University Press Copublishing Division / Fairleigh Dickinson University Press
Pages: 190
Trim: 6½ x 9¼
978-1-61147-905-8 • Hardback • May 2016 • $102.00 • (£78.00)
978-1-61147-906-5 • eBook • May 2016 • $96.50 • (£74.00)
Nicholas J. Frederick is assistant professor in the Department of Ancient Scripture at Brigham Young University.
Contents
Acknowledgments
Foreword
Introduction
Chapter 1: Mormon Scripture and the Echo of John
Chapter 2: Mormon Scripture and the Allusion of John
Chapter 3: Mormon Scripture and the Expansion of John
Chapter 4: Mormon Scripture and the Inversion of John
Epilogue
Bibliography
Index
About the Author
The strengths of the volume are many. The most striking is perhaps located in the way Frederick casually pioneers a route through terrain often deemed too treacherous for faithful Latter-day Saints.... Second, and more important, Frederick’s work consciously puts Joseph Smith’s intertextual production of scripture into conversation with ongoing work, especially in biblical studies, on texts that rework older authoritative material.... Third, the book presents a model of engagement that strives for methodological clarity. Even when one disagrees with his analysis and conclusions, one finds that Frederick has advanced the study of intertextual relationships in Mormon scripture because of this transparency. Even in his more technical discussions, Frederick writes in an engaging style and is appropriately flexible in his readings and categorizations of allusive devices..... Frederick is to be commended for advancing the conversation in a concrete and deliberate way, and for setting a constructive tone for future intertextual research.
— Mormon Studies Review
Nicholas J. Frederick’s new book, The Bible, Mormon Scripture, and the Rhetoric of Allusivity, is a highly detailed analysis…. Frederick writes a thorough, probing example of scriptural close reading that would be valuable for any student of LDS scripture, believer or nonbeliever alike. When Frederick rolls up his sleeves and dives into scriptural analysis, identifying the Gospel of John in places previously unnoticed, the book fascinates and instructs.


Work item:
Find how many lines below hold "figure", then state that number by itself.

Data provided:
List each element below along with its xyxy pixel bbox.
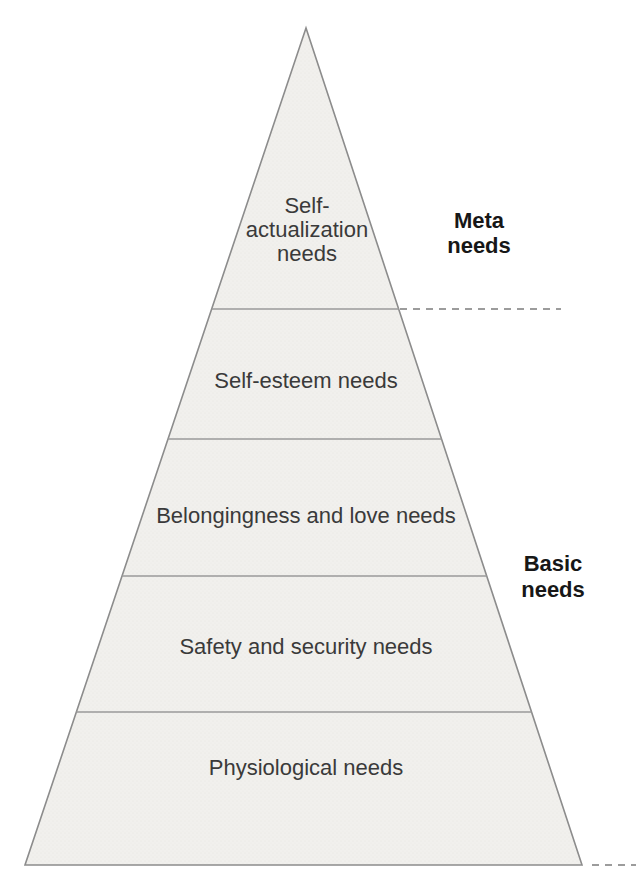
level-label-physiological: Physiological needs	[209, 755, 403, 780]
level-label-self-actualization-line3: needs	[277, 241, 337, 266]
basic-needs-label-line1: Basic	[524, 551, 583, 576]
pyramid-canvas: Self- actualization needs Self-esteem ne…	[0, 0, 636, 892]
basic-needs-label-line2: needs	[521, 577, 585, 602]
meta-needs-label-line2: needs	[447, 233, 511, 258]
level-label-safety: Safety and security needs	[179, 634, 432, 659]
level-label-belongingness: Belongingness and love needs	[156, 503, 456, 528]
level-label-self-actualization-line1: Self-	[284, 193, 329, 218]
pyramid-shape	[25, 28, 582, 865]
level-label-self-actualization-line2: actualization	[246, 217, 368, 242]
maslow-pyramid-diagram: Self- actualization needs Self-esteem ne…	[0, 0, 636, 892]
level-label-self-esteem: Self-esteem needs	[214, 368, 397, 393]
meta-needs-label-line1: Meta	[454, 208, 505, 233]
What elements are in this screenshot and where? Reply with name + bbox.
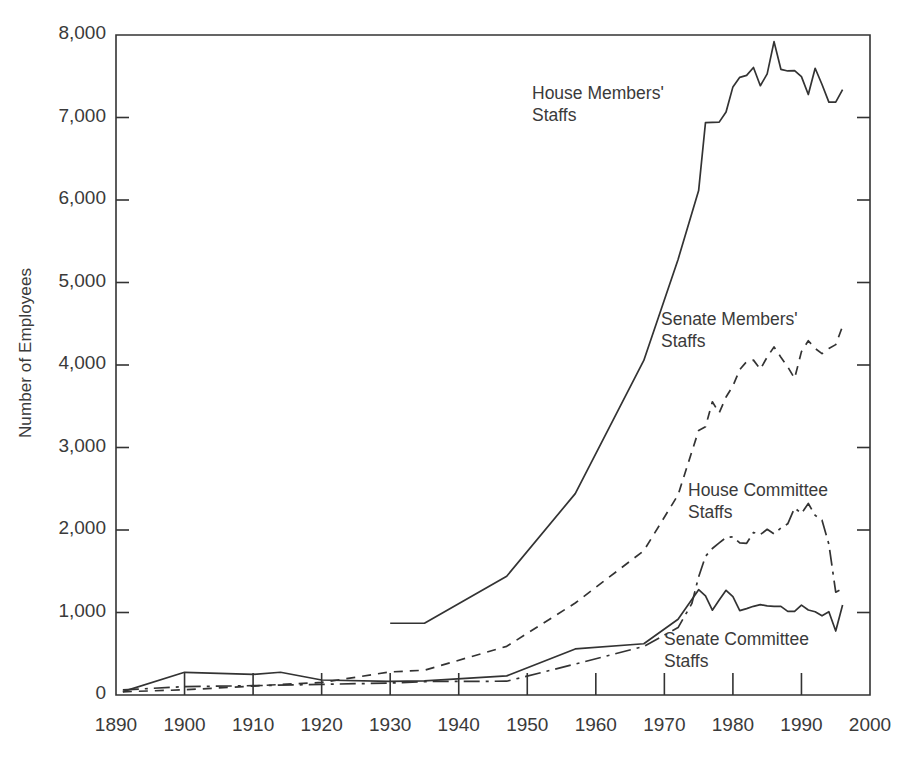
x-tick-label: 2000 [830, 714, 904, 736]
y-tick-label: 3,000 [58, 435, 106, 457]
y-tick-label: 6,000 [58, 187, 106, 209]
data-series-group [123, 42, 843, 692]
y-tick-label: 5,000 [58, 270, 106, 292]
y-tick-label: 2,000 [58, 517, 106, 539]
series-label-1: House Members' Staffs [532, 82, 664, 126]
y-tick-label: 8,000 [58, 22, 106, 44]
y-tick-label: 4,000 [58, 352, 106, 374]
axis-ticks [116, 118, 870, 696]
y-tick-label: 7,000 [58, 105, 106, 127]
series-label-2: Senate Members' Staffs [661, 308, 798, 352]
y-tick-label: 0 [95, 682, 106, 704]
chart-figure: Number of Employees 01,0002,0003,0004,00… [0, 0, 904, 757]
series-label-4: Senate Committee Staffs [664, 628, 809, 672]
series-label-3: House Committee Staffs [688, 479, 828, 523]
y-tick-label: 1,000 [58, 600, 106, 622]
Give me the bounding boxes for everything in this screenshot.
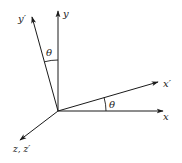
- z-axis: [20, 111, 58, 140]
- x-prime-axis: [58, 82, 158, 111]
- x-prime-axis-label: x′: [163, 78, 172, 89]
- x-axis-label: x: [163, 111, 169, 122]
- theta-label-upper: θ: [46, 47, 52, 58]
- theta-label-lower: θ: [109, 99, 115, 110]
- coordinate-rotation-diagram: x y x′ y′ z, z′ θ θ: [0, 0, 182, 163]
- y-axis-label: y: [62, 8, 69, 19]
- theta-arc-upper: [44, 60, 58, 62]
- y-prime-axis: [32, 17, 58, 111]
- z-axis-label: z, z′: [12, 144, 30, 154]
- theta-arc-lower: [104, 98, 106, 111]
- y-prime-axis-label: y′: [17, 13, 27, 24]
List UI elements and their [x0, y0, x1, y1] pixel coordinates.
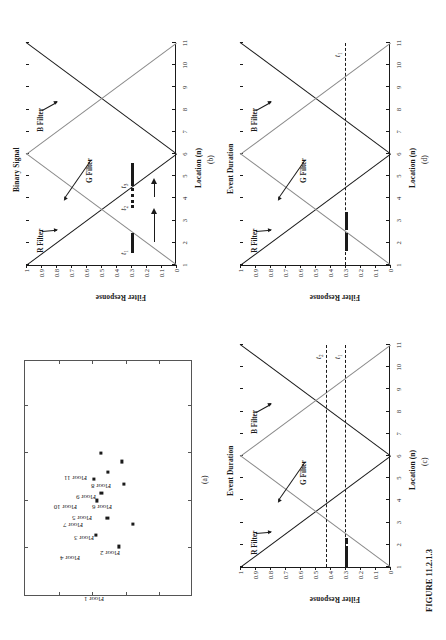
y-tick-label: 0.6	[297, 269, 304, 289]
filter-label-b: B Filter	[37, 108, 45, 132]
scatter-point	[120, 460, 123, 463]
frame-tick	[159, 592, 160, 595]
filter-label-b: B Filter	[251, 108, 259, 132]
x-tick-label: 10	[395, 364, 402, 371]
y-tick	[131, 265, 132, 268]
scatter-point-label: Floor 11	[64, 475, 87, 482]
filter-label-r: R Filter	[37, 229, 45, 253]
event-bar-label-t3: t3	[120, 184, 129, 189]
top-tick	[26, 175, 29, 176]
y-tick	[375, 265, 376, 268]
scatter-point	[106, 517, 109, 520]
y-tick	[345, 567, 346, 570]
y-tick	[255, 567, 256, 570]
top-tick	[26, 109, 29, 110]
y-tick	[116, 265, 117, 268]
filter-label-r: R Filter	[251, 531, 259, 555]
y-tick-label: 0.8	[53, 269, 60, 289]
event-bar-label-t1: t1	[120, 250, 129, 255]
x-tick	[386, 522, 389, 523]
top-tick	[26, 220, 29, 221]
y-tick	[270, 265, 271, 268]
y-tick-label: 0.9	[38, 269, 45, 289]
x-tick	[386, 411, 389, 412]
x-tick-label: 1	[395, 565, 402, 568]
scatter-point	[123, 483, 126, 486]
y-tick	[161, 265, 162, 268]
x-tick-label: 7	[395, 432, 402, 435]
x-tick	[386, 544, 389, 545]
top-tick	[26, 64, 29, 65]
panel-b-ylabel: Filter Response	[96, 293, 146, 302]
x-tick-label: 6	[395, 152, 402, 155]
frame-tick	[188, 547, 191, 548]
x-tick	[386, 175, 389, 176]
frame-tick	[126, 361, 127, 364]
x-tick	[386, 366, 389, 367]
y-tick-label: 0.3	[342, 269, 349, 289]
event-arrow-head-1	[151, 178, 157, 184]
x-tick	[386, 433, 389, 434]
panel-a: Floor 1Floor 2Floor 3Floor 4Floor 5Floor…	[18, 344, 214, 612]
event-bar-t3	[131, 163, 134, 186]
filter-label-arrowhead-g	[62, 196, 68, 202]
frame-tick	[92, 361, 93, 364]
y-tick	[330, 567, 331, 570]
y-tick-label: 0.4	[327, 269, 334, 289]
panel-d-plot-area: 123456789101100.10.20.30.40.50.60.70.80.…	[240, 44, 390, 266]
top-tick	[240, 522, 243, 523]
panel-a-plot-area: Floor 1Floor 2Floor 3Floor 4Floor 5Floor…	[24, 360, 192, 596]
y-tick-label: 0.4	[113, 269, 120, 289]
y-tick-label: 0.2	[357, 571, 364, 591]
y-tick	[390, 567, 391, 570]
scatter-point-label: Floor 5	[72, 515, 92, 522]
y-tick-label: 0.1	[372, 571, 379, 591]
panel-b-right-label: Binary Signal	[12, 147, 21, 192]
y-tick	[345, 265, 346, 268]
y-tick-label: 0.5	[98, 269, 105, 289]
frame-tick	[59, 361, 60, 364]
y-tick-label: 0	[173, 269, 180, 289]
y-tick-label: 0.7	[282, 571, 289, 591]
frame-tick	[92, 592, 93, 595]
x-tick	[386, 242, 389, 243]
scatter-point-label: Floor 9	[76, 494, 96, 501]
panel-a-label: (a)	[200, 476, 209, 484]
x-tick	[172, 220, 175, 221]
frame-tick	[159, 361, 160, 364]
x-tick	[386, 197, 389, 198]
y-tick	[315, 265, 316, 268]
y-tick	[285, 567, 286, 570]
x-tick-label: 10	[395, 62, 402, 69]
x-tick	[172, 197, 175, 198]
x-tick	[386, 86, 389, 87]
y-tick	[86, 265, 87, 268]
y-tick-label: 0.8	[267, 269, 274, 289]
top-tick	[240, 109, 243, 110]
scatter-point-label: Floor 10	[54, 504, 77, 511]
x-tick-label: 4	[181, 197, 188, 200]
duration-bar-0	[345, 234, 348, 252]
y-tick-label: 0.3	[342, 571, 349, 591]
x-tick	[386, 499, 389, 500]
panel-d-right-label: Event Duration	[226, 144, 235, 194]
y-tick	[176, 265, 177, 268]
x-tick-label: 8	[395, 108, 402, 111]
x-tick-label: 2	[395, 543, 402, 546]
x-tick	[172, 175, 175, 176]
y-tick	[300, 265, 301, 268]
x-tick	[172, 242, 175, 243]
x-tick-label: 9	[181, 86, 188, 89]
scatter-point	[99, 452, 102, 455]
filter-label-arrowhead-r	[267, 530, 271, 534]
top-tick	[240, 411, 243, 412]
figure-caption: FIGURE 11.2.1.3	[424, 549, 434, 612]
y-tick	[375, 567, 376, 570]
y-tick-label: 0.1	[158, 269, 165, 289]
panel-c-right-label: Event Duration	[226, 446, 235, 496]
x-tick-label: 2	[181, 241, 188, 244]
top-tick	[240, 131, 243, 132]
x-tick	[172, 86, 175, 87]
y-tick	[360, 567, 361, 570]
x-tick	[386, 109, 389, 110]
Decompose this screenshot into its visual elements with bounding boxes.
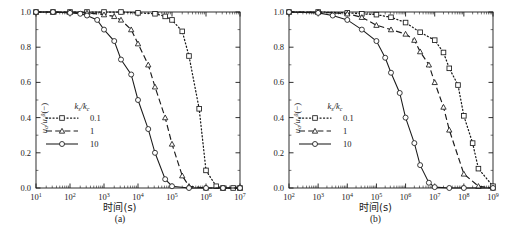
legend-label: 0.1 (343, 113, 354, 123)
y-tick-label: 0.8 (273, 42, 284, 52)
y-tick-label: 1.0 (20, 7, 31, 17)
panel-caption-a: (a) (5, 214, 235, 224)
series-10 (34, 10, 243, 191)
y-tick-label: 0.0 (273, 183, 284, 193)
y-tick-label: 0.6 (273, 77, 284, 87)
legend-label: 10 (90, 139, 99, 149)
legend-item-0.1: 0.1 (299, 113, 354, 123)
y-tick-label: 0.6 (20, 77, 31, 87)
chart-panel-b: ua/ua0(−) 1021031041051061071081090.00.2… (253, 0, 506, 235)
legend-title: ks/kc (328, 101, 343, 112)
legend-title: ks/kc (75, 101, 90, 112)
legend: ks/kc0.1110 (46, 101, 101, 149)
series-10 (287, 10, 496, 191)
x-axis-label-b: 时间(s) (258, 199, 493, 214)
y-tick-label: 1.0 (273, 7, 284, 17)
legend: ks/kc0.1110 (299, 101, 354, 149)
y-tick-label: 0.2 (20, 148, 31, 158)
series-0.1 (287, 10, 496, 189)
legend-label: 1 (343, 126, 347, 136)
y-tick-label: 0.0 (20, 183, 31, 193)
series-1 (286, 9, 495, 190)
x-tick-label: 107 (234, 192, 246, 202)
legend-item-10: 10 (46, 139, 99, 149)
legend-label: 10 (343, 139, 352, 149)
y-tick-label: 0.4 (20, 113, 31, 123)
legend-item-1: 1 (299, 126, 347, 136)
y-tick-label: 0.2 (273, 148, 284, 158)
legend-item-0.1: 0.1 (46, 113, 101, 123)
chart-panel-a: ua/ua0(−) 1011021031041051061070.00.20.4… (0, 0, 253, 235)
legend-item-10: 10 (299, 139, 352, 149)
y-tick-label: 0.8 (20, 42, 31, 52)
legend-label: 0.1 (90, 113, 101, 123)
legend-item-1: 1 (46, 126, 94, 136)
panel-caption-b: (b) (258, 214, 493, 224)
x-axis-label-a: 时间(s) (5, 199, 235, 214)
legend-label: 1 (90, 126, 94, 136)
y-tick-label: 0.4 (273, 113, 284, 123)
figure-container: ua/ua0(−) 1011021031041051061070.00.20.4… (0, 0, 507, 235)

Your response:
3